The Jews in the Desert
Jacopo Tintoretto·1593
Historical Context
The Jews in the Desert, painted in 1593 and now in the Church of San Giorgio Maggiore, belongs to the final campaign of Tintoretto's work for Palladio's great Benedictine church — a series of large canvases (including the Last Supper and the Stoning of Stephen) that was essentially completed in the final year of his life. At over 3.5 meters tall and nearly 6 meters wide, the painting demonstrates that the seventy-five-year-old Tintoretto retained the compositional ambition and physical capacity for monumental work that had defined his entire career. The subject — the Israelites gathering manna in the desert, the same Old Testament subject he had treated at San Rocco in 1577 — takes on a different character in the San Giorgio context: where the San Rocco version emphasized the typological connection to the Eucharist in Counter-Reformation theological terms, this final version is more expansive and atmospheric, the vast crowd distributed across an open landscape with a freedom of spatial organization that reflects sixty years of accumulated mastery. The two versions of the same subject, separated by sixteen years and held in different Venetian buildings, provide an instructive comparison of his middle and late styles.
Technical Analysis
The composition stretches across a vast landscape populated with numerous figures, rendered with the sketchy, flickering brushwork of Tintoretto's final period. Light plays across the scene in patches, creating an almost supernatural atmosphere.
Look Closer
- ◆Notice the flickering, sketchy brushwork that characterizes this final-year work — Tintoretto aged but still working at monumental scale.

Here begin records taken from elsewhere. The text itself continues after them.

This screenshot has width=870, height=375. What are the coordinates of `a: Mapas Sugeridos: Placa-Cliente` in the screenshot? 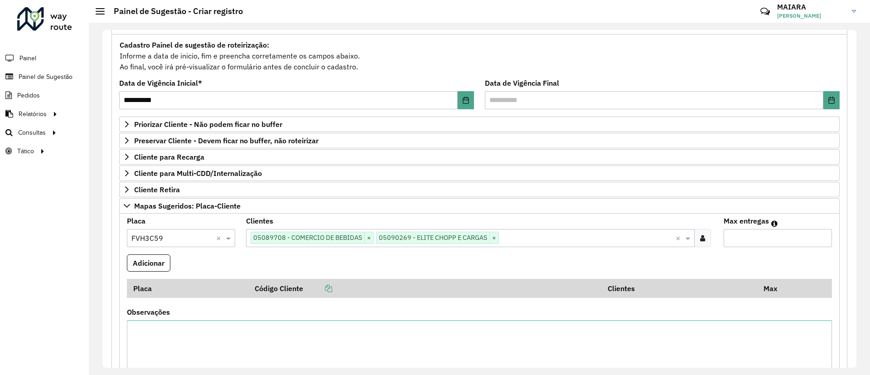 It's located at (479, 206).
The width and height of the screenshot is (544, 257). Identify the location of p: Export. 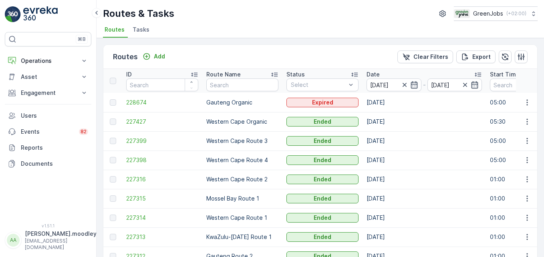
(481, 57).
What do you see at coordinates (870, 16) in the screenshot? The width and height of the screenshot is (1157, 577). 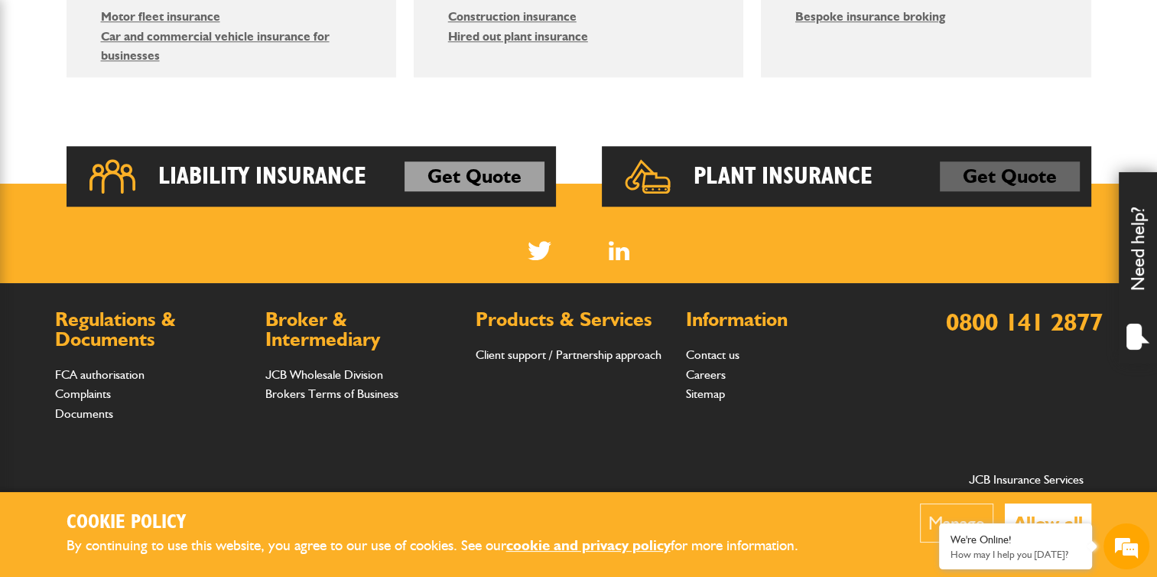 I see `a: Bespoke insurance broking` at bounding box center [870, 16].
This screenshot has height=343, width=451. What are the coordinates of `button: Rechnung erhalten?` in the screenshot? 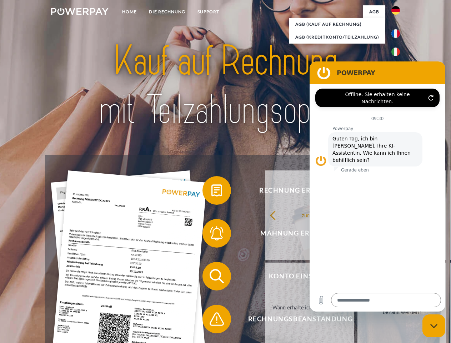 It's located at (295, 190).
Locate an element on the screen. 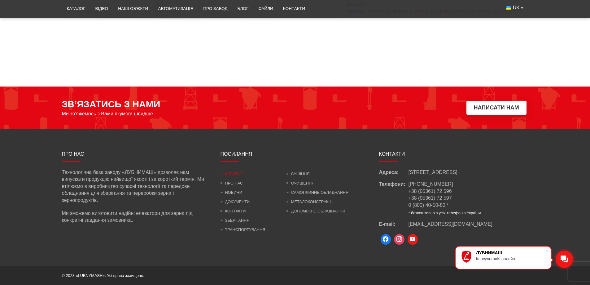  a: Блог is located at coordinates (243, 9).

- ◆Look at the patches of light playing across the vast landscape, creating an almost supernatural atmosphere above the gathering Israelites.
- ◆Observe the compositional ambition of this last major work: a landscape of panoramic scope populated with dozens of figures.
- ◆Find how the late style translates physical description into atmospheric suggestion — forms emerging from light rather than defined by line.